Wednesday, August 1, 2012

GORE VIDAL | 1925-2012

Novelist, essayist, and political commentator, Gore Vidal passed away at his home in Los Angeles on Tuesday evening, the cause of death believed to be complications from pneumonia. I will comment on the meaning of his departure through the door marked exit in the coming days, for he was someone who meant and continues to mean a great deal to me because of his contribution to American letters and the American novel, through Julian, Myra Breckinridge, and Lincoln, yet from whom I was frequently forced to distance myself from politically during his final years.

I have posted a good deal about Vidal in the past, critically in the most part. In July 2010, I questioned the political positions he adopted after September 11, namely his emphasis on isolation and his view that the attacks on the World Trade Center were an inside job. In December 2011, I raised how best to handle the fact that Vidal had a tendency to bring to bear the Jewish question in context where it was particularly appropriate. And in a letter to the New Statesman published October 2010, I argued that given his fragile physical and mental condition, magazine like theirs shouldn’t be granting a platform to Vidal at all.

But I have also blogged wonderful chunks from his novels: a speech by the Roman emperor Julian on the evils of the Christian faith; a warning from Aaron Burr regarding the long, slow slide into senility; and, a verdict on the place of Abraham Lincoln in the pantheon of American presidents. And then there was this, on why Vidal wrote:

The most interesting thing about writing is the way that it obliterates time. Three hours seem like three minutes. Then there is the business of surprise. I never know what is coming next. The phrase that sounds in the head changes when it appears on the page. Then I start probing it with a pen, finding new meanings. Sometimes I burst out laughing at what is happening as I twist and turn sentences. Strange business, all in all. One never gets to the end of it. That’s why I go on, I suppose. To see what the next sentences I write will be.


Exercise goal: Set down every entry exactly as it stands, omitting any picture.

Exercise input:
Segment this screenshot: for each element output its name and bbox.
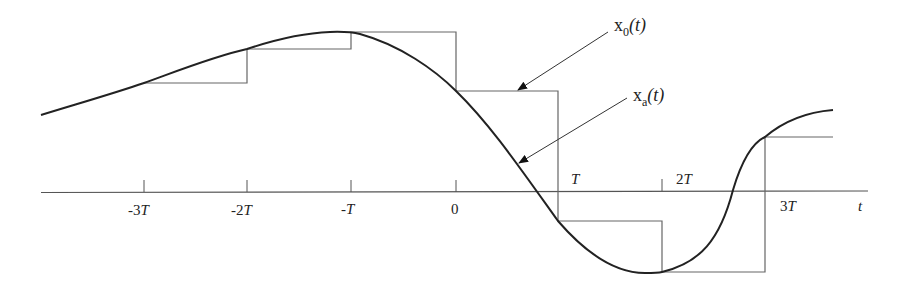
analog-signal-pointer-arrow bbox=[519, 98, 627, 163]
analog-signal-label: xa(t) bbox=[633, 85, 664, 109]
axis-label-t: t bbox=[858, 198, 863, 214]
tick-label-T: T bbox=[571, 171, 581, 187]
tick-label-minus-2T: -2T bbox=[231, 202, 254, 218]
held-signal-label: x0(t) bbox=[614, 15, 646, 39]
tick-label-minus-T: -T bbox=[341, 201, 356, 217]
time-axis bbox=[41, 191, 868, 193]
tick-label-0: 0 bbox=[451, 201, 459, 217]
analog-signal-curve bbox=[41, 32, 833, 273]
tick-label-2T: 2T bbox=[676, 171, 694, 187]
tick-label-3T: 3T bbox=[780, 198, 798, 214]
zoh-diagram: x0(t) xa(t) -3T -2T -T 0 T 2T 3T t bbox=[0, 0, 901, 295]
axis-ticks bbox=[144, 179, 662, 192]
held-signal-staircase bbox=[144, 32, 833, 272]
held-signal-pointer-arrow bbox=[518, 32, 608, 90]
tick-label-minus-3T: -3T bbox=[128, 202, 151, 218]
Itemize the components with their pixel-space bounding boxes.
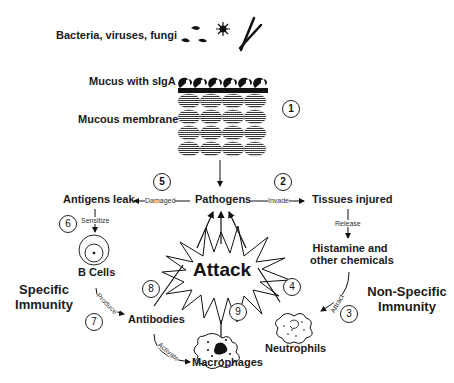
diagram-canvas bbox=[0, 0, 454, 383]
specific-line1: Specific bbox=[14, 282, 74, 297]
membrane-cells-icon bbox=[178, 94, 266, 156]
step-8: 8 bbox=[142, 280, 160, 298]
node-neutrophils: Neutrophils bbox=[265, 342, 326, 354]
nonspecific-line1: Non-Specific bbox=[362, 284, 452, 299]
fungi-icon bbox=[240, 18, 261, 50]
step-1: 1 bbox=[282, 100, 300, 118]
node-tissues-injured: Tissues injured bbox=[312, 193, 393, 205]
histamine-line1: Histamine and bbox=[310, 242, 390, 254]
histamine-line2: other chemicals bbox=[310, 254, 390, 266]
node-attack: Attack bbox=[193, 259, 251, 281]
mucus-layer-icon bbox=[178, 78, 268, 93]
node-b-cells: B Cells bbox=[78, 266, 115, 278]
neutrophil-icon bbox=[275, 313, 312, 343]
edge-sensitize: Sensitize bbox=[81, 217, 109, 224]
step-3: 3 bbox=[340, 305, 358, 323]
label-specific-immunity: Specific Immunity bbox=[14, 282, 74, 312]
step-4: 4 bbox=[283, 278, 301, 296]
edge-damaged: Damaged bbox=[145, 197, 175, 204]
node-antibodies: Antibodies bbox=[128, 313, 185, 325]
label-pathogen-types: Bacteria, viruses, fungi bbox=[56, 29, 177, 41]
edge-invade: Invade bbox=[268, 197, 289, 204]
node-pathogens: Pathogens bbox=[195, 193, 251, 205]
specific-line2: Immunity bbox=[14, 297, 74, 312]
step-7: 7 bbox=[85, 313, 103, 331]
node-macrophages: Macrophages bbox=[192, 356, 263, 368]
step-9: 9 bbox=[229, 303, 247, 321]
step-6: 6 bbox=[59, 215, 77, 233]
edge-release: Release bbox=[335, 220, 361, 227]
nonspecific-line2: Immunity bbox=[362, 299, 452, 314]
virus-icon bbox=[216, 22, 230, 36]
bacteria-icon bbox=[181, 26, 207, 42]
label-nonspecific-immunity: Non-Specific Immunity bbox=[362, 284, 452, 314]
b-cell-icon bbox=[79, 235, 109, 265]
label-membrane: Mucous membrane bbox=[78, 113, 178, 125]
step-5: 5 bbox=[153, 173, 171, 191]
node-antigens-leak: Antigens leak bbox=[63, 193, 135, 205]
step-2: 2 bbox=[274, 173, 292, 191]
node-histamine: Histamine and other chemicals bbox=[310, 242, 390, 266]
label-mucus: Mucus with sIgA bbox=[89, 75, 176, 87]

Answer area:
Segment this screenshot: for each element output its name and bbox.
analog-signal-pointer-arrow bbox=[519, 98, 627, 163]
analog-signal-label: xa(t) bbox=[633, 85, 664, 109]
axis-label-t: t bbox=[858, 198, 863, 214]
tick-label-T: T bbox=[571, 171, 581, 187]
tick-label-minus-2T: -2T bbox=[231, 202, 254, 218]
held-signal-label: x0(t) bbox=[614, 15, 646, 39]
tick-label-minus-T: -T bbox=[341, 201, 356, 217]
time-axis bbox=[41, 191, 868, 193]
tick-label-0: 0 bbox=[451, 201, 459, 217]
analog-signal-curve bbox=[41, 32, 833, 273]
tick-label-2T: 2T bbox=[676, 171, 694, 187]
tick-label-3T: 3T bbox=[780, 198, 798, 214]
zoh-diagram: x0(t) xa(t) -3T -2T -T 0 T 2T 3T t bbox=[0, 0, 901, 295]
axis-ticks bbox=[144, 179, 662, 192]
held-signal-staircase bbox=[144, 32, 833, 272]
held-signal-pointer-arrow bbox=[518, 32, 608, 90]
tick-label-minus-3T: -3T bbox=[128, 202, 151, 218]
Itemize the components with their pixel-space bounding boxes.
diagram-canvas bbox=[0, 0, 454, 383]
specific-line1: Specific bbox=[14, 282, 74, 297]
membrane-cells-icon bbox=[178, 94, 266, 156]
step-8: 8 bbox=[142, 280, 160, 298]
node-neutrophils: Neutrophils bbox=[265, 342, 326, 354]
nonspecific-line1: Non-Specific bbox=[362, 284, 452, 299]
fungi-icon bbox=[240, 18, 261, 50]
step-1: 1 bbox=[282, 100, 300, 118]
node-tissues-injured: Tissues injured bbox=[312, 193, 393, 205]
histamine-line1: Histamine and bbox=[310, 242, 390, 254]
histamine-line2: other chemicals bbox=[310, 254, 390, 266]
node-attack: Attack bbox=[193, 259, 251, 281]
mucus-layer-icon bbox=[178, 78, 268, 93]
node-b-cells: B Cells bbox=[78, 266, 115, 278]
neutrophil-icon bbox=[275, 313, 312, 343]
edge-sensitize: Sensitize bbox=[81, 217, 109, 224]
step-3: 3 bbox=[340, 305, 358, 323]
label-specific-immunity: Specific Immunity bbox=[14, 282, 74, 312]
step-4: 4 bbox=[283, 278, 301, 296]
edge-damaged: Damaged bbox=[145, 197, 175, 204]
node-antibodies: Antibodies bbox=[128, 313, 185, 325]
label-pathogen-types: Bacteria, viruses, fungi bbox=[56, 29, 177, 41]
edge-invade: Invade bbox=[268, 197, 289, 204]
node-pathogens: Pathogens bbox=[195, 193, 251, 205]
specific-line2: Immunity bbox=[14, 297, 74, 312]
step-7: 7 bbox=[85, 313, 103, 331]
node-macrophages: Macrophages bbox=[192, 356, 263, 368]
step-9: 9 bbox=[229, 303, 247, 321]
step-6: 6 bbox=[59, 215, 77, 233]
edge-release: Release bbox=[335, 220, 361, 227]
nonspecific-line2: Immunity bbox=[362, 299, 452, 314]
virus-icon bbox=[216, 22, 230, 36]
bacteria-icon bbox=[181, 26, 207, 42]
label-nonspecific-immunity: Non-Specific Immunity bbox=[362, 284, 452, 314]
b-cell-icon bbox=[79, 235, 109, 265]
label-membrane: Mucous membrane bbox=[78, 113, 178, 125]
step-5: 5 bbox=[153, 173, 171, 191]
node-antigens-leak: Antigens leak bbox=[63, 193, 135, 205]
step-2: 2 bbox=[274, 173, 292, 191]
node-histamine: Histamine and other chemicals bbox=[310, 242, 390, 266]
label-mucus: Mucus with sIgA bbox=[89, 75, 176, 87]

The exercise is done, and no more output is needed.